Despite an ugly overcast sky, the day was already uncomfortably hot by the time she reached the south end of Saint Matthew’s Hospital. She wasn’t in the best shape, maybe even fat if ten pounds too much was the rule of men. And it was; so, yes, she was plain fat and she secretly hated every one of those ten pounds. She was sweating now because of them.

But she wasn’t there to be seen by anyone, or to be judged and found lacking. She was there to find her locket.

The south end of the building was called the old hospital. It was made of red brick and adjoined the much larger new construction. One block north, the streets and landscaping looked pristine, but approaching from the west as Christy was, no one would guess they were approaching a hospital.

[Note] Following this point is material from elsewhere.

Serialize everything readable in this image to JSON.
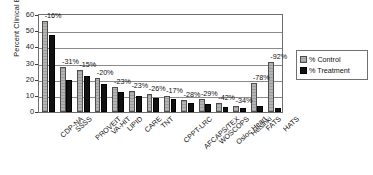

Quincy Street was home to several shops—everything from antique stores to Bill’s Round Bar at one end. A dirty yellow taxicab rolled past on dirty asphalt, followed by an ambulance. The street was otherwise vacant, except for an old bum slouched on a bench under a picture window just ahead.

Someone had dropped sections of the morning paper along the sidewalk without bothering to use the trash bin on the corner. If her locket had fallen off here, some vagrant had surely found it and taken it to the pawnshop for a few dollars.

The world was ill, she thought. Building a hospital in the middle of that sickness didn’t change all the suffering. If anything, the building was only a sad reminder of the fate that awaited every last soul helplessly born into such a cruel world.

A wave of emptiness washed through her chest as she passed the man on the bench. He wasn’t dead yet, but he’d given up on life, and isn’t that what inevitably awaited everyone?

She wasn’t any different from him, not really.

Christy turned into the alleyway that ran between the old hospital and the shops. No sign of her locket. She kept her eyes down, searching for any flash of silver on the ground around the base of the four large green dumpsters that hugged the wall to her right.

Nothing.

The door to the hospital’s storage room was made of metal, covered by mottled gray paint, dented in several places as if someone had taken a bat or hammer to it.

Two years earlier, during a discussion with a doctor about how medical equipment had advanced so rapidly, Austin had learned about the old artifacts all but forgotten in the storage room. Curious, he’d broken in and found a haunting space that became a bit of an obsession for a few months. Its secrets still drew him from time to time.

Christy angled for the door. Austin had gone to the trouble of jimmying the lock so it could be opened with a key of sorts, which he hid in a crack between two bricks.

Picking up a splinter of wood, she pried the ‘key’ out of the crack, then walked up to the door, glancing left and then right to make sure she was alone.

She inserted the thin metal piece into the keyhole and wiggled it until the lock sprang. With one last glance both ways, Christy opened the door, slipped through, and shut herself inside.

She found the switch and flipped it up. The single incandescent bulb strung from the ceiling filled the room with passable light.

For a few moments, Christy stood still, taking in the silence, aware that she’d just broken some law likely punishable by time in a jail cell.

The thought fell away as she scanned the room. Twenty feet wide by ten deep, Austin had said, and he was dead accurate about such things. Two wooden wheelchairs, some rusted IV stands, dirty bottles, and some wheeled trays in the corner to her left. A bookcase filled with old medical books stood along the wall beside them, spines wiped of dust. Austin had scanned most of them. He stuffed his mind with more information than most people could read in five lifetimes.